Yet, love, mere love, is beautiful indeed
And worthy of acceptation. Fire is bright,
Let temple burn, or flax; an equal light
Leaps in the flame from cedar-plank or weed:
And love is fire. And when I say at need
I love thee . . . mark ! . . . I love thee--in thy sight
I stand transfigured, glorified aright,
With conscience of the new rays that proceed
Out of my face toward thine. There's nothing low
In love, when love the lowest: meanest creatures
Who love God, God accepts while loving so.
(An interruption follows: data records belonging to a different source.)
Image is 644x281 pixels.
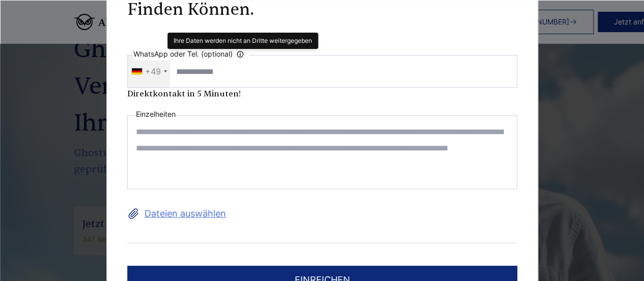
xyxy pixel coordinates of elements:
[145,63,161,80] div: +49
[127,88,517,100] div: Direktkontakt in 5 Minuten!
[133,48,249,60] label: WhatsApp oder Tel. (optional)
[136,108,176,120] label: Einzelheiten
[168,33,318,49] span: Ihre Daten werden nicht an Dritte weitergegeben
[128,56,170,87] div: Telephone country code
[127,206,517,222] label: Dateien auswählen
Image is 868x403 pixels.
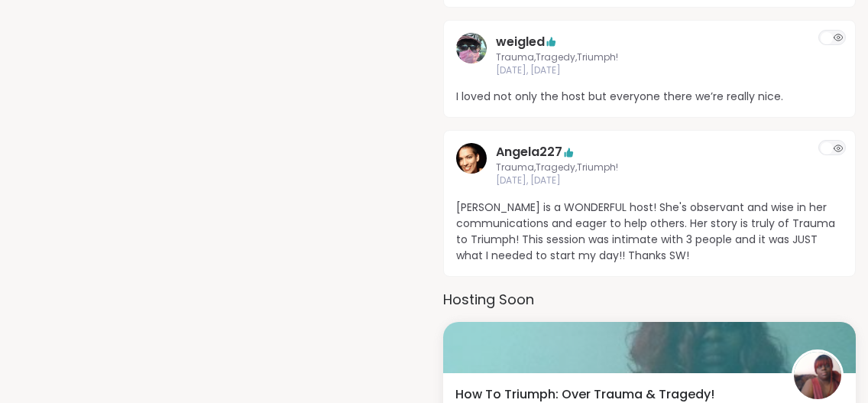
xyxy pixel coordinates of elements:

And what I feel, across the inferior features
Of what I am, doth flash itself, and show
How that great work of Love enhances Nature's.
(C) Elizabeth Barrett Browning
03/09/2017
Best Poems of Elizabeth Barrett Browning
- Xxx
- Sonnet 24 - Let The Worlds Sharpness, Like A Clasping Knife
- Sonnet 21 - Say Over Again, And Yet Once Over Again
- Sonnet 06 - Go From Me. Yet I Feel That I Shall Stand
- Sonnet 26 - I Lived With Visions For My Company
- The Cry Of The Children
- A Musical Instrument
- The Best Thing In The World
- Sonnet 10 - Yet, Love, Mere Love, Is Beautiful Indeed
- Sonnet 42 - my Future Will Not Copy Fair My Past
- Sonnet Ii
- Sonnet 27 - My Own Beloved, Who Hast Lifted Me
- Sonnet 35 - If I Leave All For Thee, Wilt Thou Exchange
- Bianca Among The Nightingales
- Grief
- Sonnet 36 - When We Met First And Loved, I Did Not Build
- Sonnet 25 - A Heavy Heart, Beloved, Have I Borne
- Sonnet 03 - Unlike Are We, Unlike, O Princely Heart!
- Sonnet 11 - And Therefore If To Love Can Be Desert
- Sonnet 09 - Can It Be Right To Give What I Can Give?